Shirley Valentine Offered Pauline Collins a Character to Reflect Her Ability. She Embraced It with Flair and Delight

During the 70s, Pauline Collins emerged as a clever, funny, and appealingly charming performer. She became a familiar figure on both sides of the Atlantic thanks to the smash hit British TV show the Upstairs Downstairs series, which was the period drama of its era.

Her role was Sarah, a spirited yet sensitive parlour maid with a questionable history. Sarah had a romance with the attractive driver Thomas the chauffeur, portrayed by Collins’s off-screen partner, John Alderton. This turned into a television couple that audiences adored, continuing into spin-off series like Thomas and Sarah and the show No, Honestly.

The Peak of Excellence: Shirley Valentine

But her moment of her career occurred on the big screen as the character Shirley Valentine. This freeing, cheeky yet charming story opened the door for subsequent successes like the Calendar Girls film and the Mamma Mia series. It was a buoyant, funny, optimistic film with a wonderful part for a seasoned performer, broaching the theme of feminine sensuality that was not limited by usual male ideas about modest young women.

Her portrayal of Shirley anticipated the new debate about perimenopause and women who won’t resign themselves to invisibility.

Originating on Stage to Screen

It started from Collins taking on the starring part of a her career in the writer Willy Russell's 1986 theater production: Shirley Valentine, the longing and surprisingly passionate everywoman heroine of an escapist midlife comedy.

She was hailed as the celebrity of London theater and the Broadway stage and was then successfully chosen in the highly successful cinematic rendition. This closely mirrored the similar path from play to movie of actress Julie Walters in Russell’s 1980 theater piece, Educating Rita.

The Narrative of Shirley's Journey

Collins’s Shirley is a practical scouse housewife who is weary with life in her forties in a tedious, uninspired place with uninteresting, unimaginative folk.
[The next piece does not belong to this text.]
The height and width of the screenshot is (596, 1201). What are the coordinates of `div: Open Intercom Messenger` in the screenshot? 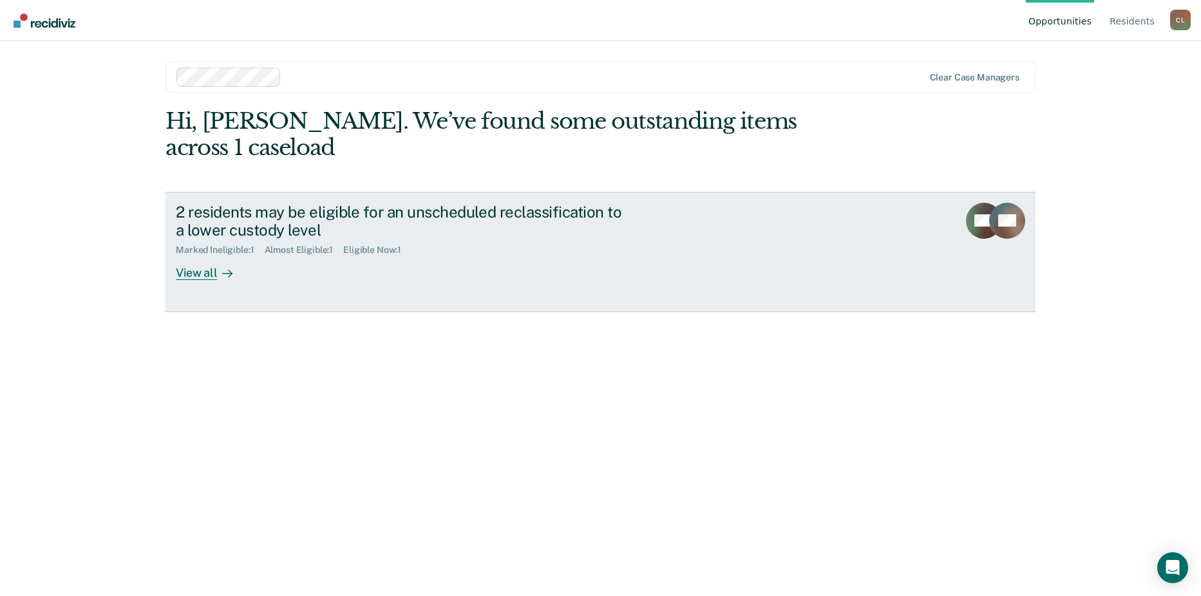 It's located at (1173, 568).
So when she receives the possibility at a free holiday in the Greek islands, she takes it with both hands and – to the amazement of the unexciting British holidaymaker she’s traveled with – stays on once it’s over to experience the real thing outside the resort area, which means a delightfully passionate escapade with the mischievous resident, Costas, portrayed with an bold moustache and speech by the performer Tom Conti.
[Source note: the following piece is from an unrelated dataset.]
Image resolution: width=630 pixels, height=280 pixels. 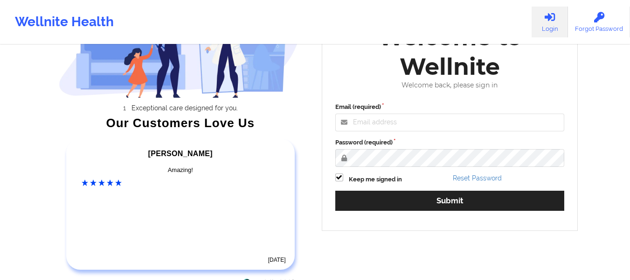 I want to click on div: Amazing!, so click(x=181, y=170).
Cheeky, sharing Shirley is always breaking the fourth wall to share with us what she’s thinking. It got big laughs in cinemas all over the United Kingdom when her love interest tells her that he appreciates her skin lines and she comments to us: “Aren’t men full of shit?”

Later Career

Following the film, the actress continued to have a lively career on the theater and on TV, including parts on Dr Who, but she was not as supported by the film industry where there seemed not to be a writer in the caliber of Willy Russell who could give her a genuine lead part.

She starred in filmmaker Roland Joffé's passable located in Kolkata drama, City of Joy, in 1992 and featured as a English religious worker and Japanese prisoner of war in director Bruce Beresford's the film Paradise Road in the late 90s. In filmmaker Rodrigo García's transgender story, the film from 2011 Albert Nobbs, Collins came back, in a way, to the Upstairs, Downstairs setting in which she played a servant-level housekeeper.

But she found herself frequently selected in condescending and overly sentimental older-age films about old people, which were unfitting for her skills, such as eldercare films like Mrs Caldicot’s Cabbage War and Quartet, as well as poor located in France film The Time of Their Lives with the performer Joan Collins.

A Brief Return in Fun

Woody Allen did give her a true funny character (although a brief appearance) in his the film You Will Meet a Tall Dark Stranger, in which she played the shady psychic hinted at by the movie's title.

Yet on film, Shirley Valentine gave her a tremendous moment in the sun.

James Alvarez
James Alvarez

A seasoned poker strategist with over a decade of experience in competitive online gaming and coaching.